The Kansas City Chiefs have spent a decade as one of the NFL’s most stable forces, but the final weeks of this season present a scenario that could send the league into chaos. A team that once defined inevitability now faces the possibility of missing the playoffs for the first time since 2014.
Kansas City’s margin for error has evaporated. Already battered by injuries along the offensive line, the team enters a critical stretch with major questions about whether they can protect Patrick Mahomes. Three starters may be unavailable, leaving the unit vulnerable against defenses built to exploit exactly that weakness.

A troubling trend of failing in close games has also amplified the danger.
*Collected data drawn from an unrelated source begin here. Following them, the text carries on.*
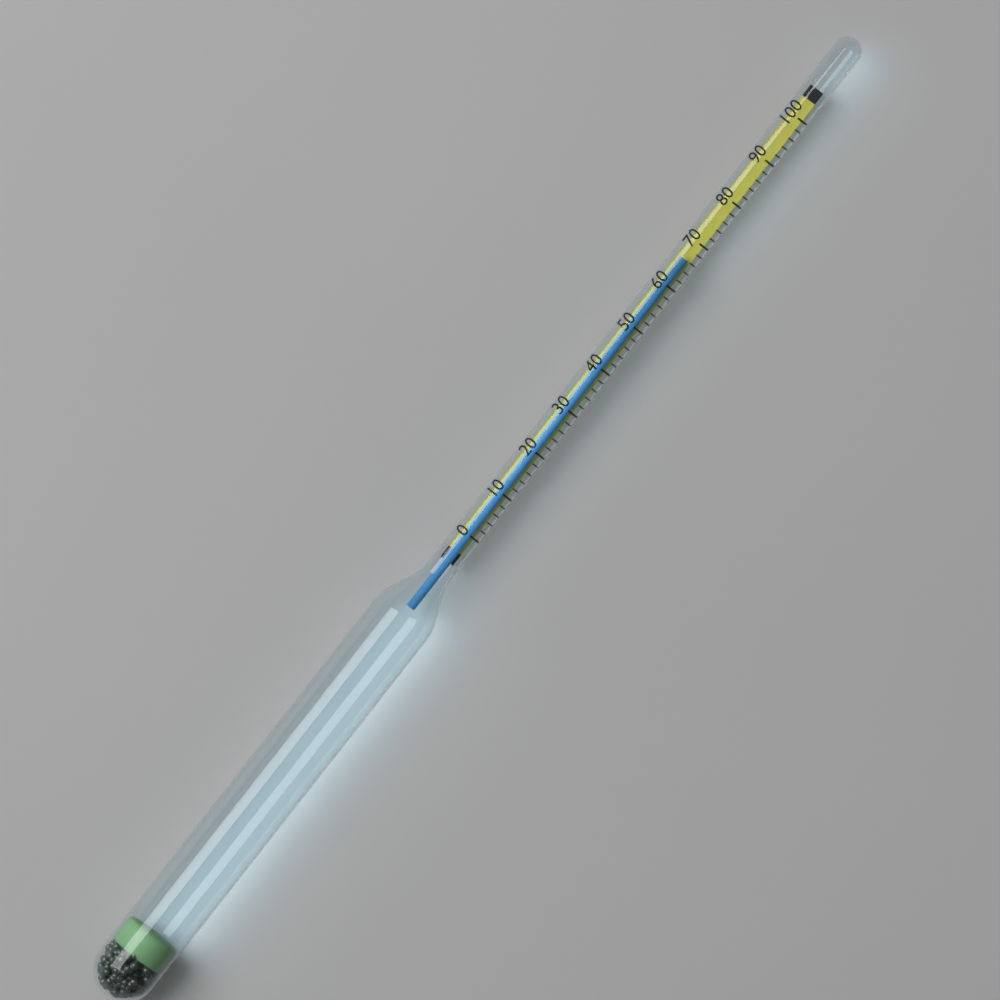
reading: 66 (no unit)
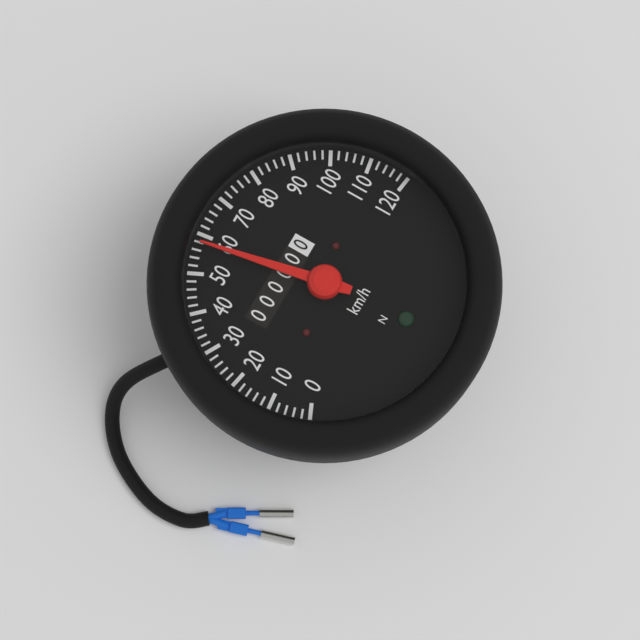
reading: 58 km/h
The Chiefs are 1-6 in one‑score contests, and another narrow loss to the Chargers or Broncos could cement their fall out of postseason contention. Sudden swings in late‑game fortune, once a Mahomes signature, have become a defining flaw in a season full of frustrating misfires.
The implications extend far beyond Kansas City. Analysts note that a playoff field without the franchise would dramatically alter the league’s competitive landscape. A decade of AFC hierarchy, shaped by Mahomes, Tom Brady and Peyton Manning before him, has conditioned fans to expect the team’s presence deep into January. Removing that constant could make the bracket feel unrecognizable.
NFL Analysis Reveals Nightmare Scenario for Kansas City Chiefs

Kansas City may end up with a situation worse than what the franchise expected this season. This is detailed more in an analysis by Brad Gagnon for Bleacher Report.
A team that is already 1-6 in one-score games this year loses in that fashion at home to the Chargers and/or Broncos to cement its first non-playoff campaign since 2014.
There is also an entertainment cost. The Chiefs, loved or hated, remain one of the league’s most watched teams. Their absence would strip the postseason of one of its biggest ratings engines and undercut the familiar narrative of contenders proving themselves by beating the conference standard.

If the Kansas City collapses now, it would be more than a down season. It would be a reset point for the AFC and a reminder that even the league’s strongest empires can wobble. For the NFL, that possibility is both unsettling and undeniably intriguing.